Concerns — and agreement

Some of those suggestions raise concerns for agency biologists. Interior’s program recognizes the benefit of trapping and transporting fish — it would give Exelon credit toward meeting the 85 percent fish passage efficiency goal if it implemented such a program — but biologists don’t consider trucking a long-term solution for Susquehanna fish passage because it could not meet upstream restoration targets.

“Although trap and transport can hasten restoration, it alone cannot achieve restoration,” Interior said.

The department also considers the west side of the river a more optimal location to collect shad because the turbines on that side are less powerful, and therefore have less impact on fish, whose migrations can be affected by turbine operation.

Biologists have also long argued that having some type of performance efficiency is important because it allows them to require modifications to improve passage operation over time.

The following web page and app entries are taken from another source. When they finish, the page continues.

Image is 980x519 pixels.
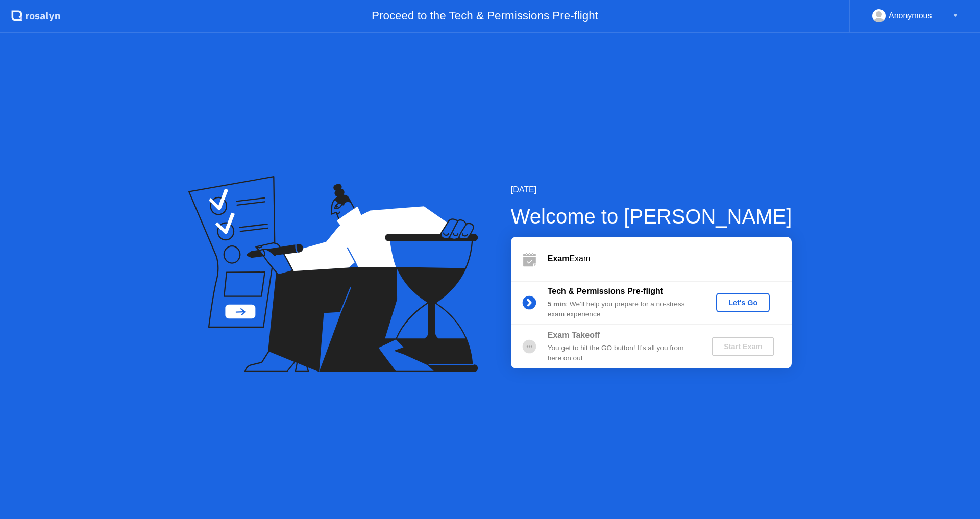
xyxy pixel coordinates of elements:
div: Start Exam [716,342,770,350]
div: [DATE] [511,184,792,196]
div: You get to hit the GO button! It’s all you from here on out [548,343,694,364]
div: Let's Go [720,299,766,307]
button: Start Exam [712,336,774,356]
div: ▼ [953,9,958,23]
div: Exam [548,253,792,265]
b: Exam Takeoff [548,331,600,339]
div: : We’ll help you prepare for a no-stress exam experience [548,299,694,320]
button: Let's Go [716,293,770,313]
div: Welcome to [PERSON_NAME] [511,201,792,232]
b: Tech & Permissions Pre-flight [548,287,663,295]
b: 5 min [548,300,566,308]
div: Anonymous [889,9,932,23]
b: Exam [548,254,570,263]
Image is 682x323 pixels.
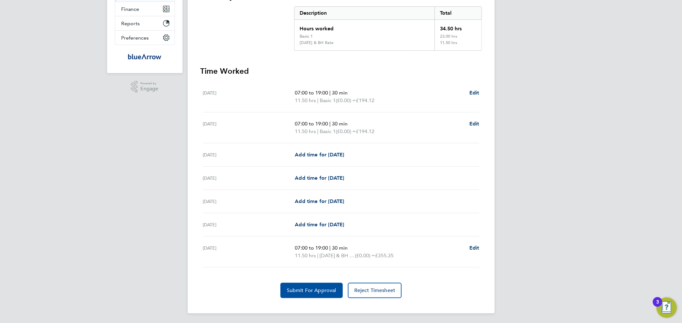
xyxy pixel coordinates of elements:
span: 07:00 to 19:00 [295,121,328,127]
span: £355.35 [375,253,393,259]
span: [DATE] & BH Rate [320,252,355,260]
span: (£0.00) = [335,97,356,104]
h3: Time Worked [200,66,482,76]
span: Basic 1 [320,128,335,135]
span: Reports [121,20,140,27]
a: Add time for [DATE] [295,151,344,159]
button: Open Resource Center, 3 new notifications [656,298,676,318]
span: Basic 1 [320,97,335,104]
a: Edit [469,89,479,97]
button: Submit For Approval [280,283,343,298]
span: Add time for [DATE] [295,222,344,228]
span: 07:00 to 19:00 [295,90,328,96]
span: Powered by [140,81,158,86]
span: Engage [140,86,158,92]
div: [DATE] [203,120,295,135]
span: 30 min [332,90,347,96]
div: 11.50 hrs [434,40,481,50]
div: [DATE] [203,174,295,182]
span: | [329,245,330,251]
span: 11.50 hrs [295,128,316,135]
span: Add time for [DATE] [295,175,344,181]
span: £194.12 [356,128,374,135]
span: Add time for [DATE] [295,198,344,204]
div: [DATE] [203,221,295,229]
span: Reject Timesheet [354,288,395,294]
a: Add time for [DATE] [295,198,344,205]
div: [DATE] & BH Rate [299,40,333,45]
span: 30 min [332,245,347,251]
button: Reject Timesheet [348,283,402,298]
span: Submit For Approval [287,288,336,294]
button: Finance [115,2,174,16]
div: 34.50 hrs [434,20,481,34]
div: Basic 1 [299,34,312,39]
button: Preferences [115,31,174,45]
span: 11.50 hrs [295,253,316,259]
span: Edit [469,121,479,127]
div: [DATE] [203,151,295,159]
a: Powered byEngage [131,81,158,93]
span: (£0.00) = [335,128,356,135]
div: [DATE] [203,89,295,104]
div: Description [294,7,435,19]
a: Edit [469,244,479,252]
span: Add time for [DATE] [295,152,344,158]
span: | [329,121,330,127]
span: | [317,128,318,135]
div: 23.00 hrs [434,34,481,40]
button: Reports [115,16,174,30]
span: Finance [121,6,139,12]
div: [DATE] [203,244,295,260]
div: [DATE] [203,198,295,205]
div: Total [434,7,481,19]
span: Edit [469,90,479,96]
span: | [317,253,318,259]
a: Add time for [DATE] [295,221,344,229]
img: bluearrow-logo-retina.png [128,51,161,62]
a: Add time for [DATE] [295,174,344,182]
span: 30 min [332,121,347,127]
div: Summary [294,6,482,51]
span: (£0.00) = [355,253,375,259]
div: 3 [656,302,659,311]
span: 07:00 to 19:00 [295,245,328,251]
div: Hours worked [294,20,435,34]
span: 11.50 hrs [295,97,316,104]
a: Edit [469,120,479,128]
span: £194.12 [356,97,374,104]
a: Go to home page [115,51,175,62]
span: | [317,97,318,104]
span: | [329,90,330,96]
span: Edit [469,245,479,251]
span: Preferences [121,35,149,41]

They say that is especially important given the proposed 46-year lifespan for the license.

Biologists with state and federal agencies have long contended that Exelon and previous dam owners had little incentive under the existing license in improve fish lift performance, citing a lack of maintenance and the failure to adjust flows near the fish lift to do a better job of attracting migrating fish.

They also believe the 85 percent passage rate is achievable based on past numbers at Safe Harbor, the performance of which is expected to improve with planned upgrades.

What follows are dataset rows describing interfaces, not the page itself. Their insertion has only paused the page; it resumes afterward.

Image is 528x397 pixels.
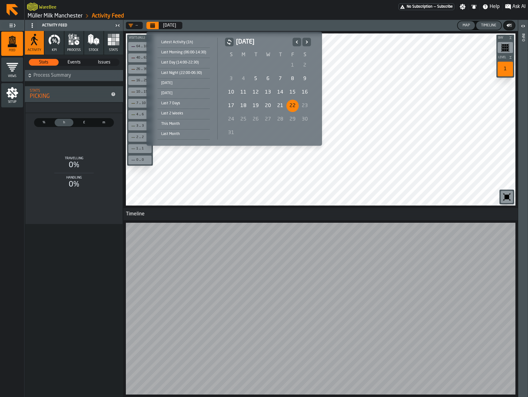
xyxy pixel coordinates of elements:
[157,121,210,127] div: This Month
[298,51,311,59] th: S
[262,86,274,98] div: 13
[274,100,286,112] div: Thursday, August 21, 2025
[225,38,233,46] button: button-
[286,100,298,112] div: Today, Selected Date: Friday, August 22, 2025, Friday, August 22, 2025 selected, Last available date
[225,127,237,139] div: Sunday, August 31, 2025
[298,100,311,112] div: 23
[286,86,298,98] div: 15
[157,110,210,117] div: Last 2 Weeks
[286,59,298,71] div: Friday, August 1, 2025
[237,100,249,112] div: 18
[157,90,210,97] div: [DATE]
[225,100,237,112] div: 17
[286,113,298,125] div: Friday, August 29, 2025
[225,86,237,98] div: Sunday, August 10, 2025
[157,80,210,87] div: [DATE]
[298,86,311,98] div: Saturday, August 16, 2025
[274,73,286,85] div: Thursday, August 7, 2025
[262,100,274,112] div: 20
[249,51,262,59] th: T
[262,51,274,59] th: W
[274,73,286,85] div: 7
[274,113,286,125] div: Thursday, August 28, 2025
[157,100,210,107] div: Last 7 Days
[298,59,311,71] div: 2
[237,113,249,125] div: 25
[302,38,311,46] button: Next
[225,127,237,139] div: 31
[237,100,249,112] div: Monday, August 18, 2025
[157,59,210,66] div: Last Day (14:00-22:30)
[262,113,274,125] div: 27
[274,100,286,112] div: 21
[237,86,249,98] div: 11
[249,100,262,112] div: 19
[151,37,317,141] div: Select date range Select date range
[249,86,262,98] div: 12
[249,73,262,85] div: Tuesday, August 5, 2025, First available date
[274,86,286,98] div: Thursday, August 14, 2025
[249,113,262,125] div: 26
[225,113,237,125] div: Sunday, August 24, 2025
[274,113,286,125] div: 28
[298,100,311,112] div: Saturday, August 23, 2025
[262,86,274,98] div: Wednesday, August 13, 2025
[298,86,311,98] div: 16
[274,86,286,98] div: 14
[286,113,298,125] div: 29
[249,86,262,98] div: Tuesday, August 12, 2025
[298,73,311,85] div: Saturday, August 9, 2025
[237,86,249,98] div: Monday, August 11, 2025
[286,51,298,59] th: F
[292,38,301,46] button: Previous
[225,38,311,140] div: August 2025
[298,113,311,125] div: Saturday, August 30, 2025
[298,113,311,125] div: 30
[225,51,311,140] table: August 2025
[157,39,210,46] div: Latest Activity (1h)
[236,38,290,46] h2: [DATE]
[157,70,210,76] div: Last Night (22:00-06:30)
[286,59,298,71] div: 1
[225,86,237,98] div: 10
[225,51,237,59] th: S
[157,49,210,56] div: Last Morning (06:00-14:30)
[286,73,298,85] div: Friday, August 8, 2025
[157,131,210,137] div: Last Month
[249,100,262,112] div: Tuesday, August 19, 2025
[298,59,311,71] div: Saturday, August 2, 2025
[262,113,274,125] div: Wednesday, August 27, 2025
[286,100,298,112] div: 22
[274,51,286,59] th: T
[225,73,237,85] div: Sunday, August 3, 2025
[237,113,249,125] div: Monday, August 25, 2025
[237,51,249,59] th: M
[225,100,237,112] div: Sunday, August 17, 2025
[262,73,274,85] div: 6
[237,73,249,85] div: Monday, August 4, 2025
[262,100,274,112] div: Wednesday, August 20, 2025
[249,73,262,85] div: 5
[249,113,262,125] div: Tuesday, August 26, 2025
[225,73,237,85] div: 3
[237,73,249,85] div: 4
[225,113,237,125] div: 24
[298,73,311,85] div: 9
[286,73,298,85] div: 8
[286,86,298,98] div: Friday, August 15, 2025
[262,73,274,85] div: Wednesday, August 6, 2025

Exelon said it is open to addressing concerns that may arise in the future, but not ones tied to the 85 percent rate.

It contends that that rate and other figures are based on flawed assumptions, which it questions in its filings. It questions whether the shad population in the lower Susquehanna ever reached 5 million or river herring 12 million — the numbers it is supposed to pass over Conowingo.

And it objects to operating the fish lift at river flows greater than 113,000 cubic feet per second, saying that it could harm fish lift equipment and that fish typically do not migrate upstream in such conditions. Interior believes the fish lift could pass fish at river flows of up to 143,000 cfs and failure to do so is reducing the number of shad moved upstream.

The two sides are not totally divided on all issues, though.

The judge will probably not have to decide issues relating to another species of concern, American eels.

Both the power company and Interior largely agree on the solutions for moving eels upstream, calling for a trap-and-transport operation to continue until 2030, when an eelway is to be constructed at the dam. But because eels are able to slither up

well-designed passages, they don’t require the construction of costly mechanical lifts.

For shad and river herring, the differences are substantial. The success of whichever program ultimately goes forward — whether Exelon’s or Interior’s — will determine whether, 150 years after the Pennsylvania took the first efforts to get shad upstream, people have finally figured out a solution.